In this research, we evaluate robustness for noise and change of epidermis thickness in the method to estimate five components that are melanin, oxy-hemoglobin, deoxy-hemoglobin, shading and surface reflectance from spectral reflectance of skin at 5 wavelengths. We also estimated the five components from measured image of age spot and circles under eyes using the method. As a result of evaluation, we found that the noise of image is required to be 0.1% or less to accurately estimate five components and the thickness of epidermis affects the estimated value. However, we could acquire the distribution of major causative for age spot and circle under eyes by applying the method to measured spectral images.

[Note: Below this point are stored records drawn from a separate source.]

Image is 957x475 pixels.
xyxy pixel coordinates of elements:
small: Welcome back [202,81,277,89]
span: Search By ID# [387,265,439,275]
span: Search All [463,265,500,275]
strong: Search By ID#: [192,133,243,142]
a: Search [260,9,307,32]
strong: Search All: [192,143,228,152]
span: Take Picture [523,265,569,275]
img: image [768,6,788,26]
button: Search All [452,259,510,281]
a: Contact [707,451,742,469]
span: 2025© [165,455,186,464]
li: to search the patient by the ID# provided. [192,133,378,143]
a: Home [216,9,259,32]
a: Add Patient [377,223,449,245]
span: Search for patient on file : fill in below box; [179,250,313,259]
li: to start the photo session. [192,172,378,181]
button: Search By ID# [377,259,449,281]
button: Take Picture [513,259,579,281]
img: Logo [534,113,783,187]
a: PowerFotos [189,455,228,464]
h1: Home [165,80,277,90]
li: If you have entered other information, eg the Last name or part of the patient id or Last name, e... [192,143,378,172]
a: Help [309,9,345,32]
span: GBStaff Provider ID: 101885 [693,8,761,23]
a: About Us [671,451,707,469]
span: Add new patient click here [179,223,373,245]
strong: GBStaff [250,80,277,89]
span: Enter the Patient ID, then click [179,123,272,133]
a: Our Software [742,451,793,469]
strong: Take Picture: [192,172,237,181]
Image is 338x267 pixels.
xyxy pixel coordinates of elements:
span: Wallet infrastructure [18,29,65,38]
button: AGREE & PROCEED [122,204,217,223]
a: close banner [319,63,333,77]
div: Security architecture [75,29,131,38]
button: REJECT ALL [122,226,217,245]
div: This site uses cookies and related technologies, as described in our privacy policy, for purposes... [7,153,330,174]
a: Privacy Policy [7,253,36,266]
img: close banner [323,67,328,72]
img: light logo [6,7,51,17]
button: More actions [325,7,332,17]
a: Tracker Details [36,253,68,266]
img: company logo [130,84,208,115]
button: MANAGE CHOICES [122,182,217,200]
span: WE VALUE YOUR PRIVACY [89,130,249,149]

Blood pressure is usually measured with a contact device called a sphygmomanometer cuff. Recently blood pressure can be easily measured with portable devices such as smart watches that take advantage of the progress of mobile technology. Even with the use of mobile devices, contact measurement is still required, which is one of the biggest limitations for monitoring. In this paper, we propose non-contact video based estimation method of pulse transit time (PTT) based on the quantitation method of hemoglobin level. The correlation between PTT measured by the proposed method and the blood pressure measurement with sphygmomanometer cuff was between -0.5792 to -0.7801, which confirms the effectiveness of the proposed method.